(Instrument reading data)
[Start of section]

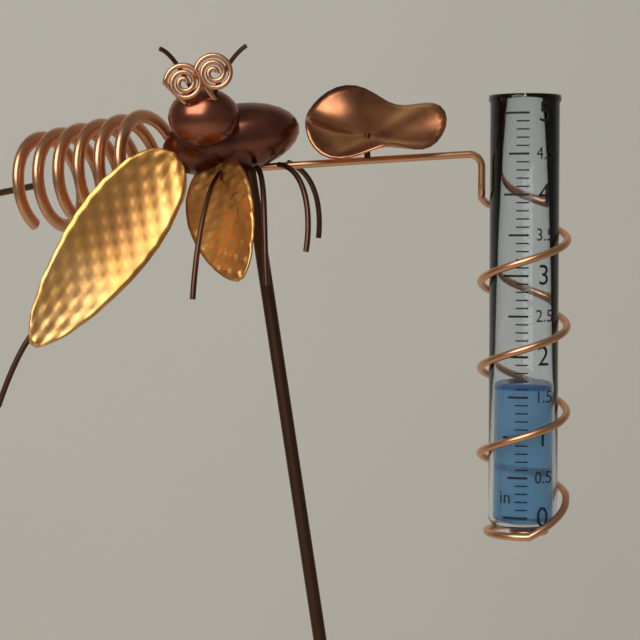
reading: 1.6 in
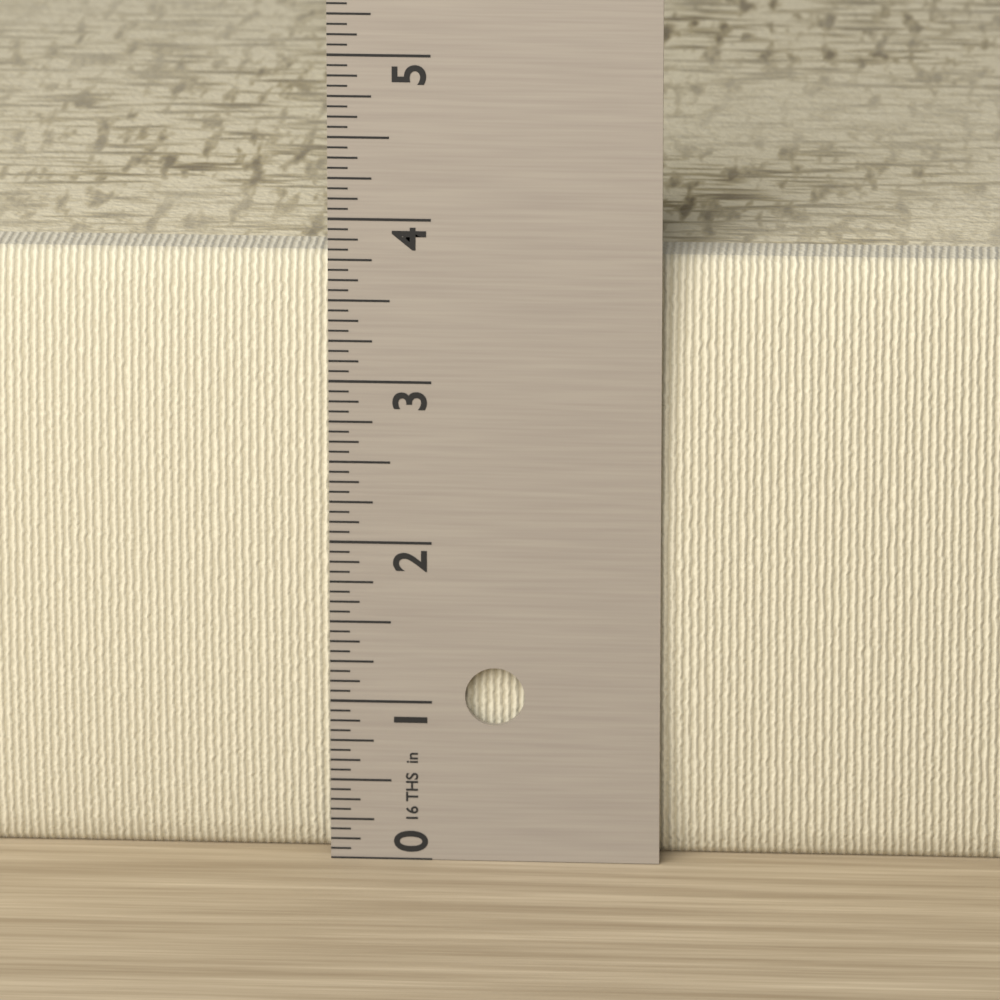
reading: 3.7500 in
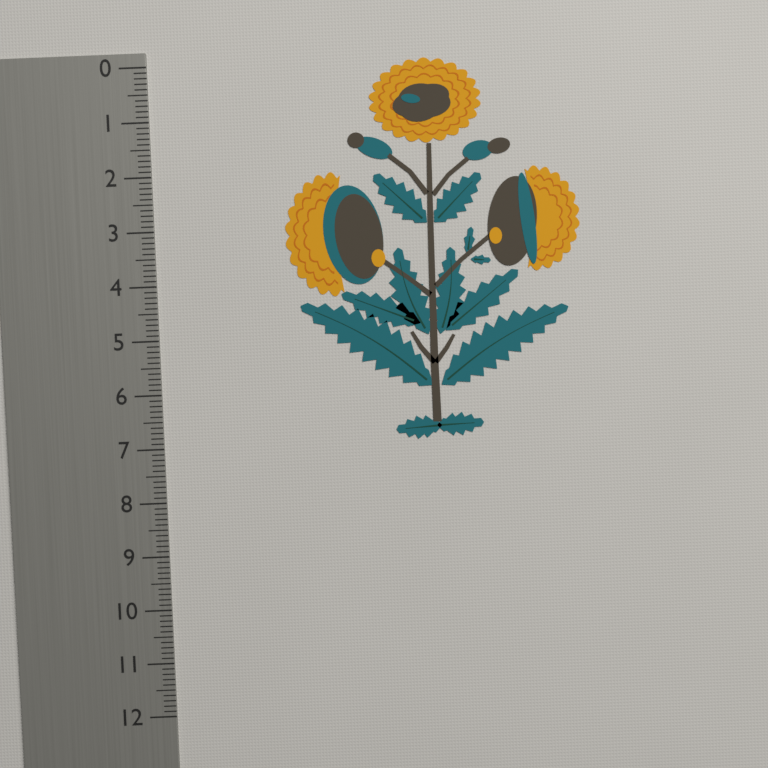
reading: 7.0 (no unit)
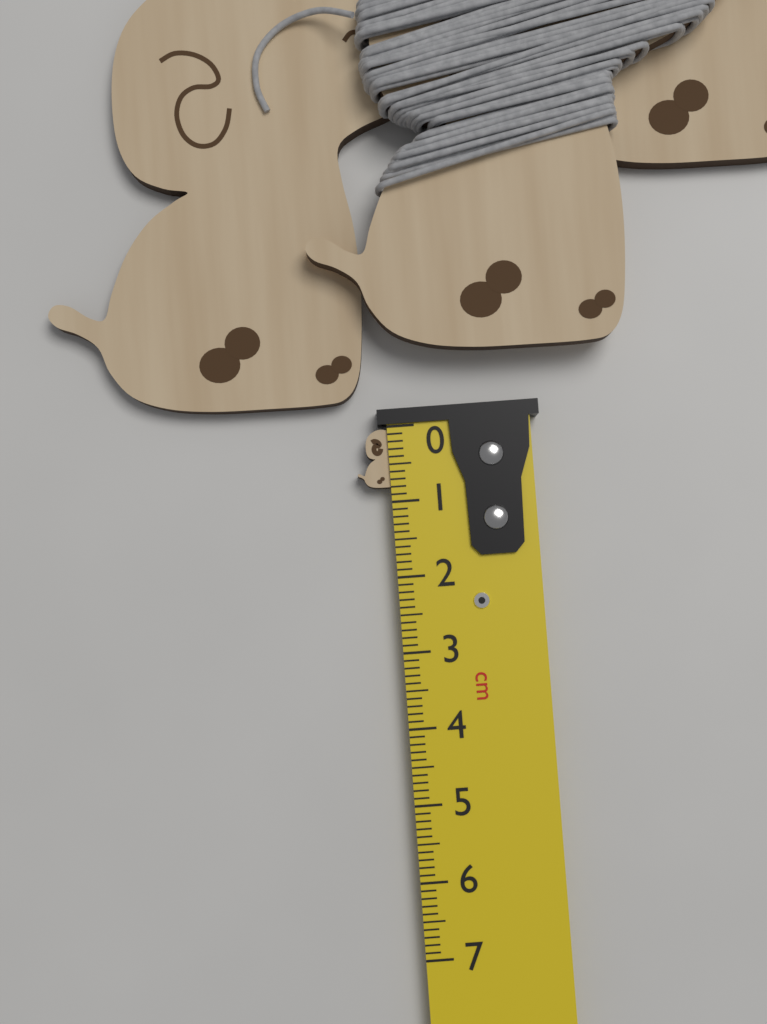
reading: 0.8 cm
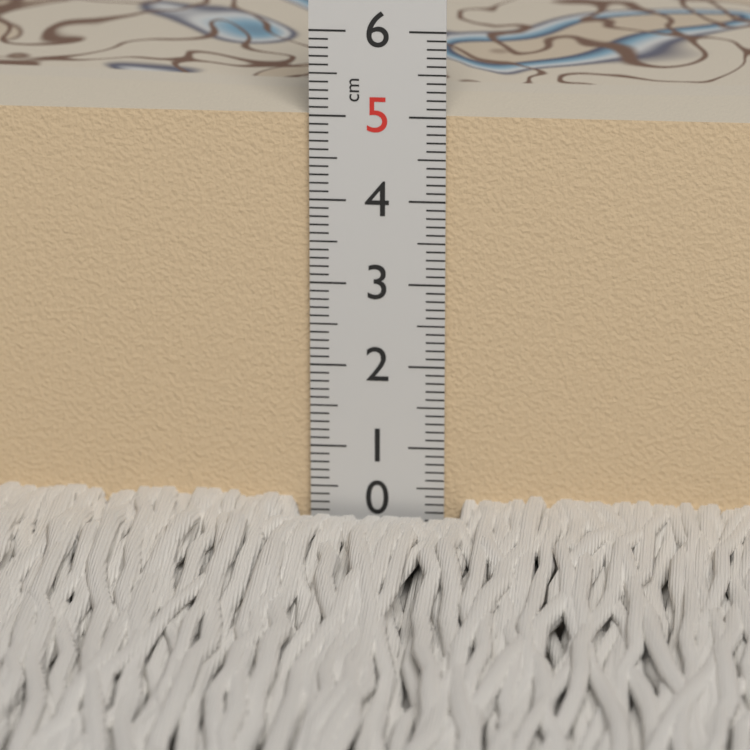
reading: 5.0 cm
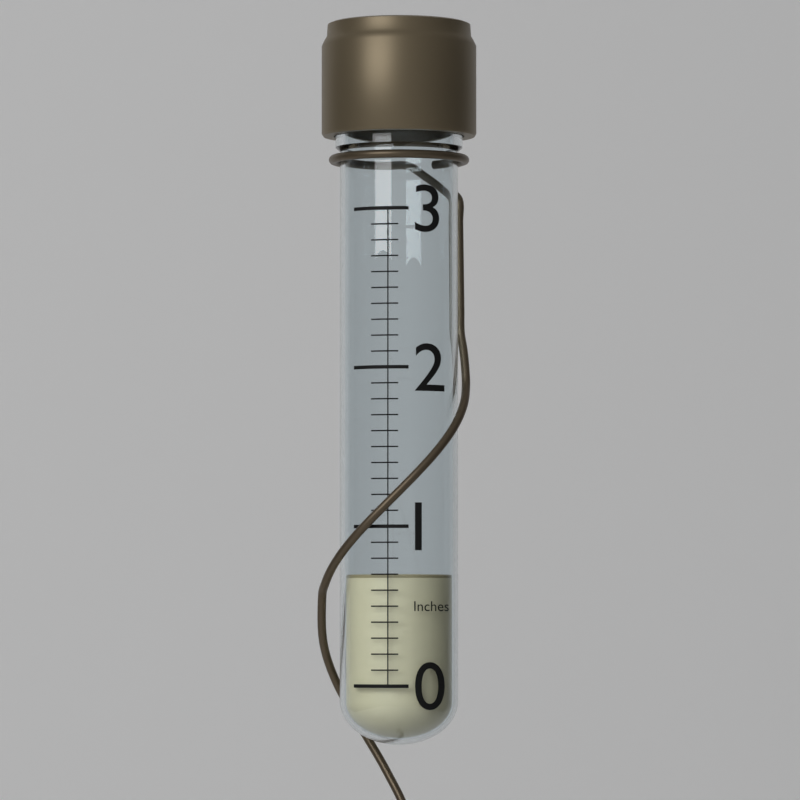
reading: 0.7 in
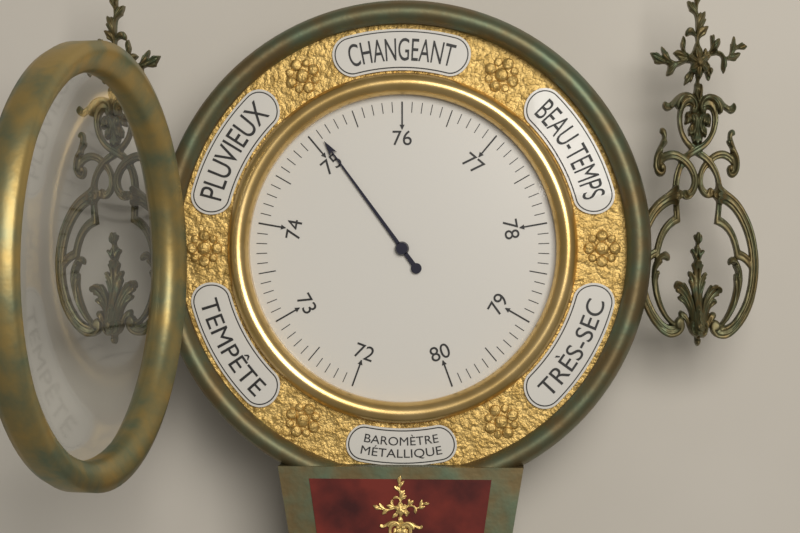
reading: 75.1 (no unit)
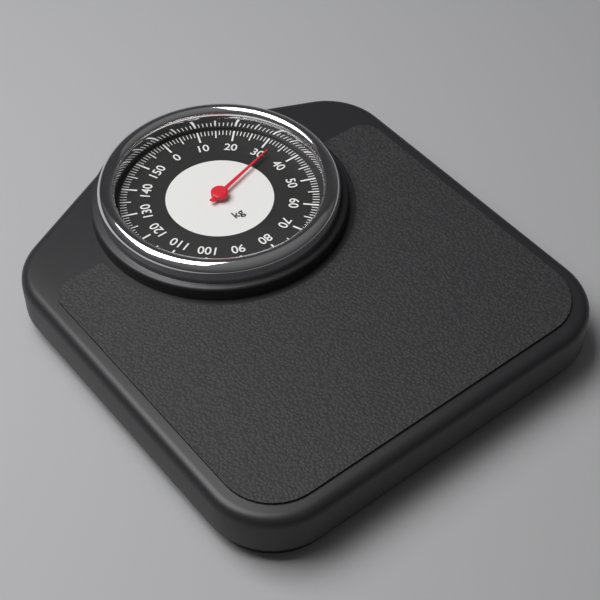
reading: 33 kg
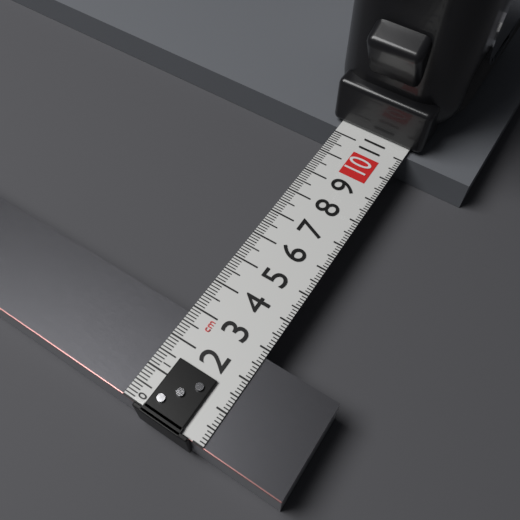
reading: 2.8 cm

[End of section]

▶ _Task_:
Output all of the data exactly. Skip the pictures.

▶ _Problem solution_:
reading: 1.6 in
reading: 3.7500 in
reading: 7.0 (no unit)
reading: 0.8 cm
reading: 5.0 cm
reading: 0.7 in
reading: 75.1 (no unit)
reading: 33 kg
reading: 2.8 cm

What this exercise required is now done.